Task instructions:
All of the data should be restated word for word.

= = = = =

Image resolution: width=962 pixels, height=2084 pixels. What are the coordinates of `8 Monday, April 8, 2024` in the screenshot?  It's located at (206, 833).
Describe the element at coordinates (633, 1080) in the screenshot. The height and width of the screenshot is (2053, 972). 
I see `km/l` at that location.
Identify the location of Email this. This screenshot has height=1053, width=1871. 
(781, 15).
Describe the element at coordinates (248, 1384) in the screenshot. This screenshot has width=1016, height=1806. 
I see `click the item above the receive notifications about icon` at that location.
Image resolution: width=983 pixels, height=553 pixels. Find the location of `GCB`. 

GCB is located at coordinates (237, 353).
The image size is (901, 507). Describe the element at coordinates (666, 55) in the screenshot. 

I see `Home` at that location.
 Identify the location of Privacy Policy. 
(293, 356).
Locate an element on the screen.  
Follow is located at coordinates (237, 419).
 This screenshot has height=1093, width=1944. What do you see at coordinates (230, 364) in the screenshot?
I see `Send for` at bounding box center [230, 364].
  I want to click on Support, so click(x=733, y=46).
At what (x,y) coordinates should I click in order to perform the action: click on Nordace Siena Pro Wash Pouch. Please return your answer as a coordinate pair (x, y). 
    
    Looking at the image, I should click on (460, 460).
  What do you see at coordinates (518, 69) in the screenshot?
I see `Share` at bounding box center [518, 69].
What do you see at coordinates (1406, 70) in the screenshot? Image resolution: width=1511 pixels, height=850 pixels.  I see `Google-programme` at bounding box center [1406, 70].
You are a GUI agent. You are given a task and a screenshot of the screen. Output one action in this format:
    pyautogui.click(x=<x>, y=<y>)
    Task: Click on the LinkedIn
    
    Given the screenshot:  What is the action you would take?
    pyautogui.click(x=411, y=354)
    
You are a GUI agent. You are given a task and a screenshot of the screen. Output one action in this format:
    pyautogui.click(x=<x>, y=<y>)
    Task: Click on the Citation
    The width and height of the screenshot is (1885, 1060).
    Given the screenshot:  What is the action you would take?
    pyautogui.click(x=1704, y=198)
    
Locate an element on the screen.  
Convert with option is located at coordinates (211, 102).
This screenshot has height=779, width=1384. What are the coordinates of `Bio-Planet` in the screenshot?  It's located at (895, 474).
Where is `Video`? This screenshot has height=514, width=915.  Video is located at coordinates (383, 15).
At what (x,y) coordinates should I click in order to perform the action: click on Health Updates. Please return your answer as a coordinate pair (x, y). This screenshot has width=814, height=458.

= = = = =

Completed task:
Image resolution: width=962 pixels, height=2084 pixels. What are the coordinates of `8 Monday, April 8, 2024` in the screenshot?  It's located at (206, 833).
Describe the element at coordinates (633, 1080) in the screenshot. The height and width of the screenshot is (2053, 972). 
I see `km/l` at that location.
Identify the location of Email this. This screenshot has height=1053, width=1871. 
(781, 15).
Describe the element at coordinates (248, 1384) in the screenshot. This screenshot has width=1016, height=1806. 
I see `click the item above the receive notifications about icon` at that location.
Image resolution: width=983 pixels, height=553 pixels. Find the location of `GCB`. 

GCB is located at coordinates (237, 353).
The image size is (901, 507). Describe the element at coordinates (666, 55) in the screenshot. 

I see `Home` at that location.
 Identify the location of Privacy Policy. 
(293, 356).
Locate an element on the screen.  
Follow is located at coordinates (237, 419).
 This screenshot has height=1093, width=1944. What do you see at coordinates (230, 364) in the screenshot?
I see `Send for` at bounding box center [230, 364].
  I want to click on Support, so click(x=733, y=46).
At what (x,y) coordinates should I click in order to perform the action: click on Nordace Siena Pro Wash Pouch. Please return your answer as a coordinate pair (x, y). 
    
    Looking at the image, I should click on (460, 460).
  What do you see at coordinates (518, 69) in the screenshot?
I see `Share` at bounding box center [518, 69].
What do you see at coordinates (1406, 70) in the screenshot? Image resolution: width=1511 pixels, height=850 pixels.  I see `Google-programme` at bounding box center [1406, 70].
You are a GUI agent. You are given a task and a screenshot of the screen. Output one action in this format:
    pyautogui.click(x=<x>, y=<y>)
    Task: Click on the LinkedIn
    
    Given the screenshot:  What is the action you would take?
    pyautogui.click(x=411, y=354)
    
You are a GUI agent. You are given a task and a screenshot of the screen. Output one action in this format:
    pyautogui.click(x=<x>, y=<y>)
    Task: Click on the Citation
    The width and height of the screenshot is (1885, 1060).
    Given the screenshot:  What is the action you would take?
    pyautogui.click(x=1704, y=198)
    
Locate an element on the screen.  
Convert with option is located at coordinates (211, 102).
This screenshot has height=779, width=1384. What are the coordinates of `Bio-Planet` in the screenshot?  It's located at (895, 474).
Where is `Video`? This screenshot has height=514, width=915.  Video is located at coordinates (383, 15).
At what (x,y) coordinates should I click in order to perform the action: click on Health Updates. Please return your answer as a coordinate pair (x, y). This screenshot has width=814, height=458.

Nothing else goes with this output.